Cesar ché Rodriguez

Cesar Ché Rodriguez

Assistant Professor
Faculty Advisor
Phone: (415) 338-1062
Email: crodrig@sfsu.edu
Location: Online via zoom
Office Hours:
Mon: 11:30 am - 1:30 pm

Cesar, che, Rodriguez is an Assistant Professor in the Criminal Justice Studies program at San Francisco State University. Originally from Daly City and South San Francisco, his education began with his family, where he learned to pursue his education as a form of self-defense from his mother, as well as to practice reflexive criticism from his father. He is a transfer student from the College of San Mateo, and earned his BA from UC Berkeley, where he joined the McNair Scholars Program. He earned his doctorate in Sociology from UC Santa Barbara, where he studied the school to prison pipeline and the Oscar Grant moment/movement. Generally, his work focuses on race, class, hegemony, and social movements. In particular, he examines whiteness as a US tradition of fascism, which has been archived in two racial regimes - the prison, and the border.

Learning is essential for the formation and functioning of a radically democratic society.  His goal as an educator to work with students so they can perform the following fundamental tasks: to critically analyze texts; to articulate their own evidence-based claims that make an intervention in a given discussion; and work collaboratively to realize a collective intervention. While he works in the social sciences, he sees his duty inline with the humanist tradition of the liberal arts, as a radically democratic humanism is as important as the technical skills our students need to realize their personal, professional, and social goals.

His duty is to investigate social issues to produce and share rigorous knowledge that contributes to our collective discussions and decisions. His research focuses on racial regimes, historically and geographically specific formations constituted by A) racial discourses that warrant B) institutionally racist practices.  He understands whiteness as a US tradition of fascism that re-/produces racial regimes and racial capitalism. Specifically, he examines how racial regimes are warranted in the 21st century through ostensibly color-blind discourses of law & order and balanced budgets, and how punitive state institutions, like prisons or borders, facilitate racialized exclusion and exploitation.

Rios, V. M., & Rodriguez, C. (2013). Incarcerable Subjects: Working-Class Black and Latino Male Youth in Two California Cities. In V. Amed & N. Dyck (Eds.),¬†Young Men in Uncertain Times¬†(241-263). New York: Berghahn Books.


**Exercise instructions:** Once you reach the line that holds "The height and width of the screenshot is (773, 1444)." in the listing below, output it and every line after it through the line that holds "Locate an element", word for word.

**Records for the task:**
● ● ● ● ● ● ●

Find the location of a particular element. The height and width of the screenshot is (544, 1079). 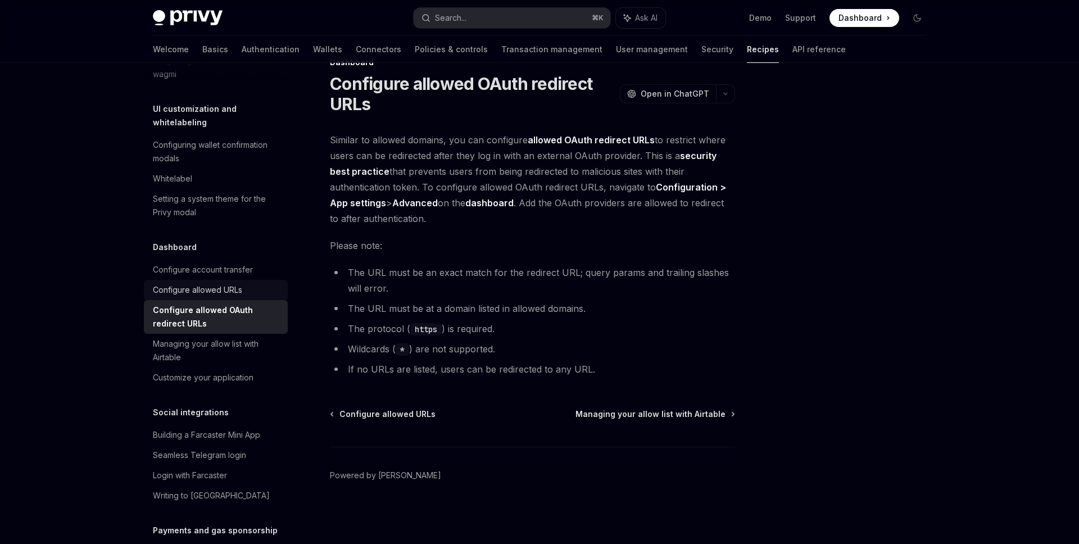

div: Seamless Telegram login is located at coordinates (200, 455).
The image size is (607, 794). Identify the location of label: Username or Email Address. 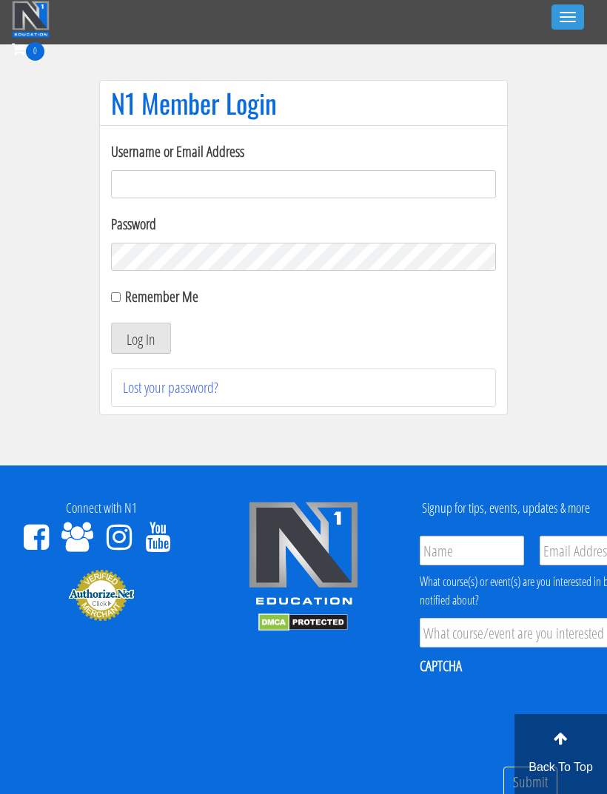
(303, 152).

● ● ● ● ● ● ●

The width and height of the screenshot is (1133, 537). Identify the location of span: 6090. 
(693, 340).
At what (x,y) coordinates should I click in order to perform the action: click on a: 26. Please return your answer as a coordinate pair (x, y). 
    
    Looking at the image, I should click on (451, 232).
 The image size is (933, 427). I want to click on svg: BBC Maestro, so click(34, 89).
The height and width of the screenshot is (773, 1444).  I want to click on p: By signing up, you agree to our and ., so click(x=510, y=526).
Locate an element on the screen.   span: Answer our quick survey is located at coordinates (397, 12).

● ● ● ● ● ● ●

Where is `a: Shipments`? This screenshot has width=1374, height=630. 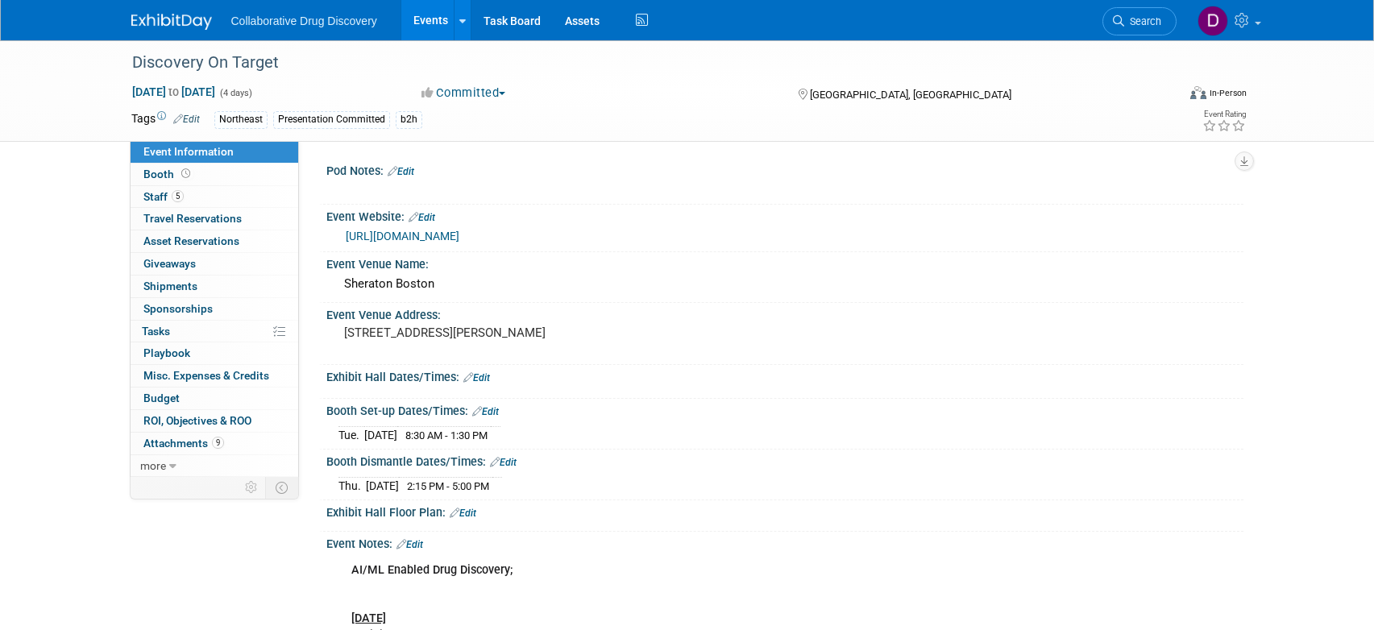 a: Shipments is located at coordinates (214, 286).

● ● ● ● ● ● ●

**Response box:**
The height and width of the screenshot is (773, 1444).  I want to click on p: By signing up, you agree to our and ., so click(x=510, y=526).
Locate an element on the screen.   span: Answer our quick survey is located at coordinates (397, 12).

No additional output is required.